Sunday, 12 January 2014

Corrour - The auld and the new



Do you have a special place that you return to time and again? A place where the landscape, the elements and the atmosphere merge to create magic and move you deep inside? My special place is an old ruin high on Rannoch Moor and it was there that I welcomed in the new year.


Bart and I had spent Christmas in the campervan, parked up near Blair Atholl. The weather was cold and grey with a ceiling of low cloud that the sun failed to penetrate. We wandered the winter woods of Glen Tilt and walked high above the village into a black and white landscape of bare trees and scattered flocks. We cooked a Christmas dinner in the campervan of venison followed by Christmas pudding. And in the evenings we walked through the dark woods into the village for a tipple at the hotel in front of the roaring peat fire. When I'm in Blair Atholl at this time, I love stopping by the village Christmas tree. A long string of multi coloured globes is wrapped round one of the big conifers on the village green and when you walk out of the mountains on a night of inky blackness, they emanate charm and a cosy glow. 


We spent the days following Christmas battling Arctic conditions on the mountains in storms and gales and turned back from an attempt to climb Bynack More when we couldn’t stand up in the winds that battered its upper reaches. 

But our efforts were rewarded when one day we enjoyed spectacular picture postcard scenes on the tops above Newtonmore. Although we set out in low cloud and mist, by the time we were on our second Munro the sun broke through, its low winter light picking out every detail and contour and making the surface of the snow sparkle like diamonds. The walk was hard work in snow that was deep and soft in places so we really enjoyed our hot tea and Christmas cake when we got back to the van. We have a favourite spot for parking up the van near Newtonmore. You might know the place at the road end in Glen Banchor.


It was Bart’s idea to head to the ruin on Rannoch Moor to see in the new year. Since meeting me, he’d heard me talk so much about the place. Of course, when you show somebody a place that you love there is always the danger that another person sees it differently and might be disappointed by the reality of it. Nonetheless, in early morning darkness we jumped on the first southbound train at Tulloch. The train found its way in the half light through deep gorges and snow-covered mountains before trundling alongside Loch Treig and climbing up to the remote station at Corrour on Rannoch Moor. We stepped off into a freezing, grey morning as the place was battered by another storm front. We searched for a spot for our base camp and set up the tent in sheltered pines on the shores of Loch Ossian at a spot that enjoyed views up the loch to the snow-covered peak of Leum Uilleim. Bart has lived for many years in the Canary Islands and his tradition there was to see in the new year down on the beach. Our base camp did have its own small, sandy beach but as it was battered by wind, waves, rain and sleet, it seemed unlikely that we would be sipping champagne there at the bells.


During the days at Corrour we climbed up the mountain above the loch in a blinding blizzard that drove stinging spindrift into our faces and plastered snow onto the windward side of our clothes and rucsacks. We turned back just before the top and left the place to the mountain hares and ptarmigan, creatures more suited to the Arctic conditions. We wandered through Strath Ossian, crossing banks of snow that every now and then swallowed us up to our thighs, and enjoyed brief moments between weather fronts when we gleaned a hint of the grandeur of this snowy, rocky place in winter. 


And on the afternoon of Hogmanay we walked to the old ruin high on Rannoch Moor. The little track meandered across the moor, at times passing over little streams and, at other moments, under drifts of snow. It skirted the partially frozen waters of Loch na Sgeallaig before turning west below the slopes of Leum Uilleim to head for the dark outline of the ruin. As we approached, the gunmetal grey clouds that filled the big skies broke apart and shafts of cold winter sun burst through, illuminating the old stone walls of the house.  Bart has a real inquisitive mind and busied himself checking out the ruin, how it was built, what was left and pondering what it might once have looked like. I stood, quiet and still, soaking up the scene and choking back some tears. I don’t know why I felt so emotional. It’s just that this old place with its homely atmosphere, its sense of space and its corral of dramatic, encompassing mountains pulls at my heart strings and moves me deeply inside. 


We walked back to the tent in the last light of the day and as the sun set on the year, a group of stags gathered on a knoll above the trail. For several quiet minutes, we watched them and they watched us, then Bart and I turned our backs on the stags and the auld year, and walked on into the new.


- THE TASK
Restate all of the entries exactly, dropping any pictures they hold.

-- RECORDED DATA follows --

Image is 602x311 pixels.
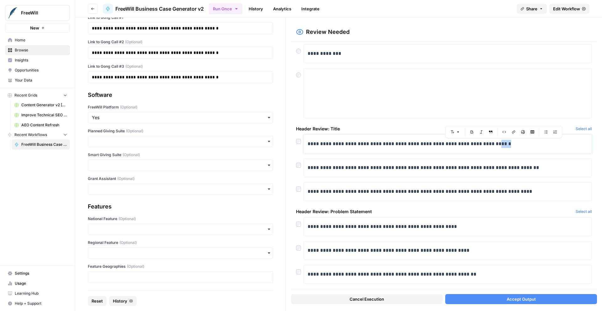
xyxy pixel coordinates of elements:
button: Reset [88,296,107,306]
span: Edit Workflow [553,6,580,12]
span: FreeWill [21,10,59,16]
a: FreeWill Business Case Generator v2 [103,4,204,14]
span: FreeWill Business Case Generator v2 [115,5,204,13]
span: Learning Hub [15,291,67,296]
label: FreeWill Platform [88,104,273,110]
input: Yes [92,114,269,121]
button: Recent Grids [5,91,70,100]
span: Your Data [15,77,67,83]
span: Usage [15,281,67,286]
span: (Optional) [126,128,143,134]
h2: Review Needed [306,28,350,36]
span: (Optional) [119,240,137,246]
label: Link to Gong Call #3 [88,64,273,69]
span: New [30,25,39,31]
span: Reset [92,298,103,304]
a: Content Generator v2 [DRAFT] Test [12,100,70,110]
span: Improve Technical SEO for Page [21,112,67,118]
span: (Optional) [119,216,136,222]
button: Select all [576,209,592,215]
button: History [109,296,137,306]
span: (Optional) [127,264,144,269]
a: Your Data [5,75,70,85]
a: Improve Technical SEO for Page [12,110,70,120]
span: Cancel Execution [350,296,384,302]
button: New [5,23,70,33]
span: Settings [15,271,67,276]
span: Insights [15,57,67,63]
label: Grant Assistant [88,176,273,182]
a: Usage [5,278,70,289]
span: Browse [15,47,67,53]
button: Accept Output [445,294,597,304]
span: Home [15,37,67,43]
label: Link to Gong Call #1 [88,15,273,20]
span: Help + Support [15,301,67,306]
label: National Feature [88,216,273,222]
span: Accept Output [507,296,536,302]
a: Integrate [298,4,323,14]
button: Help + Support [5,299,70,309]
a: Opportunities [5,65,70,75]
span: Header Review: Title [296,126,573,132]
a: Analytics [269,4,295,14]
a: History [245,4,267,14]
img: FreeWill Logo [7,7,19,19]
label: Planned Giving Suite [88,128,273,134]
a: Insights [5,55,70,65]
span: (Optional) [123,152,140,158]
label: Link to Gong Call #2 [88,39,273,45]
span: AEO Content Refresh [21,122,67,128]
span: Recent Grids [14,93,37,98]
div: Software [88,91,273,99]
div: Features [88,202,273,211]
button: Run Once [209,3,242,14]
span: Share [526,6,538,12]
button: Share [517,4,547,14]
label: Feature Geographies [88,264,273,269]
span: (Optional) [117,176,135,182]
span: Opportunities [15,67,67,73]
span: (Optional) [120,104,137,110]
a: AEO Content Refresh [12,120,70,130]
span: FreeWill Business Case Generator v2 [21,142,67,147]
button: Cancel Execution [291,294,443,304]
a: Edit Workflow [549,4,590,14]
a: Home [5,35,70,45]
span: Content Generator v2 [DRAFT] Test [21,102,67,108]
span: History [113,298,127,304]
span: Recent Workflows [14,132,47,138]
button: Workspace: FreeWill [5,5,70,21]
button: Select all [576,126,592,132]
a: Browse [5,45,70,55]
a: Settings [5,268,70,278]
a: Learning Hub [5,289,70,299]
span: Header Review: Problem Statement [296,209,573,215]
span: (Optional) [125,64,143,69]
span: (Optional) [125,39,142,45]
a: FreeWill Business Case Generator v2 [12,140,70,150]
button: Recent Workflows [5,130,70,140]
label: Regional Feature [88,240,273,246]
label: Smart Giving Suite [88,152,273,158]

-- RECORDED DATA concluded --

- OUTPUT BELOW
Image is 602x311 pixels.
xyxy pixel coordinates of elements:
button: Reset [88,296,107,306]
span: Edit Workflow [553,6,580,12]
span: FreeWill [21,10,59,16]
a: FreeWill Business Case Generator v2 [103,4,204,14]
span: FreeWill Business Case Generator v2 [115,5,204,13]
span: Learning Hub [15,291,67,296]
label: FreeWill Platform [88,104,273,110]
input: Yes [92,114,269,121]
button: Recent Grids [5,91,70,100]
span: Your Data [15,77,67,83]
span: Usage [15,281,67,286]
span: (Optional) [126,128,143,134]
h2: Review Needed [306,28,350,36]
span: (Optional) [119,240,137,246]
label: Link to Gong Call #3 [88,64,273,69]
span: New [30,25,39,31]
span: Reset [92,298,103,304]
a: Content Generator v2 [DRAFT] Test [12,100,70,110]
span: Improve Technical SEO for Page [21,112,67,118]
span: (Optional) [119,216,136,222]
button: Select all [576,209,592,215]
button: History [109,296,137,306]
span: (Optional) [127,264,144,269]
a: Your Data [5,75,70,85]
a: Improve Technical SEO for Page [12,110,70,120]
span: Cancel Execution [350,296,384,302]
button: New [5,23,70,33]
span: Settings [15,271,67,276]
span: Insights [15,57,67,63]
label: Grant Assistant [88,176,273,182]
a: Usage [5,278,70,289]
span: Browse [15,47,67,53]
button: Accept Output [445,294,597,304]
span: Home [15,37,67,43]
label: Link to Gong Call #1 [88,15,273,20]
span: Help + Support [15,301,67,306]
label: National Feature [88,216,273,222]
span: Accept Output [507,296,536,302]
a: Integrate [298,4,323,14]
button: Help + Support [5,299,70,309]
a: Opportunities [5,65,70,75]
span: Header Review: Title [296,126,573,132]
a: Analytics [269,4,295,14]
a: History [245,4,267,14]
img: FreeWill Logo [7,7,19,19]
label: Planned Giving Suite [88,128,273,134]
a: Insights [5,55,70,65]
span: (Optional) [123,152,140,158]
label: Link to Gong Call #2 [88,39,273,45]
span: AEO Content Refresh [21,122,67,128]
span: Recent Grids [14,93,37,98]
div: Software [88,91,273,99]
div: Features [88,202,273,211]
button: Run Once [209,3,242,14]
span: Share [526,6,538,12]
button: Share [517,4,547,14]
label: Feature Geographies [88,264,273,269]
span: (Optional) [117,176,135,182]
span: Opportunities [15,67,67,73]
span: (Optional) [120,104,137,110]
a: AEO Content Refresh [12,120,70,130]
span: FreeWill Business Case Generator v2 [21,142,67,147]
button: Cancel Execution [291,294,443,304]
a: Edit Workflow [549,4,590,14]
a: Home [5,35,70,45]
span: Content Generator v2 [DRAFT] Test [21,102,67,108]
span: History [113,298,127,304]
span: Recent Workflows [14,132,47,138]
button: Workspace: FreeWill [5,5,70,21]
button: Select all [576,126,592,132]
a: Browse [5,45,70,55]
a: Settings [5,268,70,278]
a: Learning Hub [5,289,70,299]
span: Header Review: Problem Statement [296,209,573,215]
span: (Optional) [125,64,143,69]
span: (Optional) [125,39,142,45]
a: FreeWill Business Case Generator v2 [12,140,70,150]
button: Recent Workflows [5,130,70,140]
label: Regional Feature [88,240,273,246]
label: Smart Giving Suite [88,152,273,158]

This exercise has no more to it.